Managing Mobile Devices with Office 365
All business versions of Office 365 offer basic mobile device management capabilities through EAS
June 12, 2013
All of the business-oriented versions of Office 365 support simple Exchange ActiveSync (EAS)-based mobile device management capabilities, helping ensure that the devices that connect to your corporate resources are secure. Only the granularity of control varies between the small business and enterprise versions of Office 365.
Exchange ActiveSync (EAS) is a de facto corporate standard for synchronizing some combination of email, contacts, calendar, tasks, and/or notes from an Exchange or Exchange-like server with a mobile device such as a smart phone or tablet. I previously wrote about connecting various mobile clients—Windows Phone, Windows 8/RT, iOS (iPhone, iPad) and Android—to Office 365 using the EAS protocol in a series of articles.
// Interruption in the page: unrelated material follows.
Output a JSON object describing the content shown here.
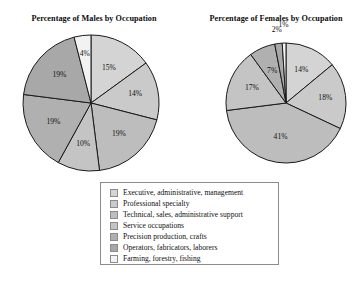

EAS also provides basic mobile device management capabilities that are delivered via a series of policies at the time the user connects their account to the device. Unfortunately, support for these policies varies from device to device (or, more appropriately, from mobile platform version to mobile platform version), so a good understanding of which policies work with which devices is a must. Microsoft provides a decent guide to how this works across mobile platforms in its online help for Office 365.
Here, what I’d like to focus on which policies are available through Office 365 for small businesses (Small Business and Small Business Premium) as well as Office 365 for enterprises. The interfaces, and available policies, differ a bit between each.
To find the EAS management interface in Office 365 Small Business (and SBP), sign-in to the web interface as an administrator and navigate to Admin and then Email, Calendar and Contacts (under Service Settings). Then, choose Mobile Access and click the Device Security Settings link.
For the enterprise versions of Office 365, sign-in to the web interface as an administrator and navigate to Admin, Exchange, Mobile, Mobile Device Mailbox Policies and then edit the Default policy or create a new policy. The pop-up window that appears has two pages, General and Security.
All versions of Office 365 offer the following mobile device management capabilities:
Require a password. When this option is enabled, the following capabilities are made available.
Allow simple passwords. When enabled, the user can use a four-digit PIN as a password.
Require a minimum password length. If enabled, you can specify a minimum length of 2 to 16 characters (on Small Business) or an arbitrary length (on Enterprise).
Wipe the device after x number of failed password attempts. If enabled, the device can be remotely wiped after the specified number of failed password attempts (4 to 16 on Small Business, any number on Enterprise).
Lock the phone and require user to sign in if the device isn’t used for x minutes. If enabled, can be set to 1 to 60 minutes.
As noted earlier, the enterprise versions of Office 365 offer additional capabilities. In addition to being able to allow devices that don’t fully meet your policy requirements to still connect, these versions of Office 365 also offer the following additional policies:
Require an alphanumeric password. When enabled, the password must include both letters and numbers and can be configured to require 1 to 4 character sets, which include lowercase letters, uppercase letters, numbers, and symbols.
Require encryption on device. When enabled, the device must be encrypted before it can connect to EAS resources.
Enforce password lifetime (days). Use this option to force users to change their password every x number of days, where x can be any number. A related password recycle count can be used to ensure that users don’t cycle between the same two or more passwords as well.
The nice thing about EAS policies is that they can be changed on the fly. Any new requirements will be broadcast to the device on the next connection and the user will be prompted, when needed, to make a required change. For example, just enabling EAS controls and requiring a password will require users who don’t have device passwords to add one before they can connect to their corporate resources again. (And of course any new device connections will need to meet the same requirements.)
Here’s how this looks in Windows Phone 8.
You can expand on the management capabilities in EAS by using related device management services such as Windows Intune. I’ll be looking more at Intune in the near future.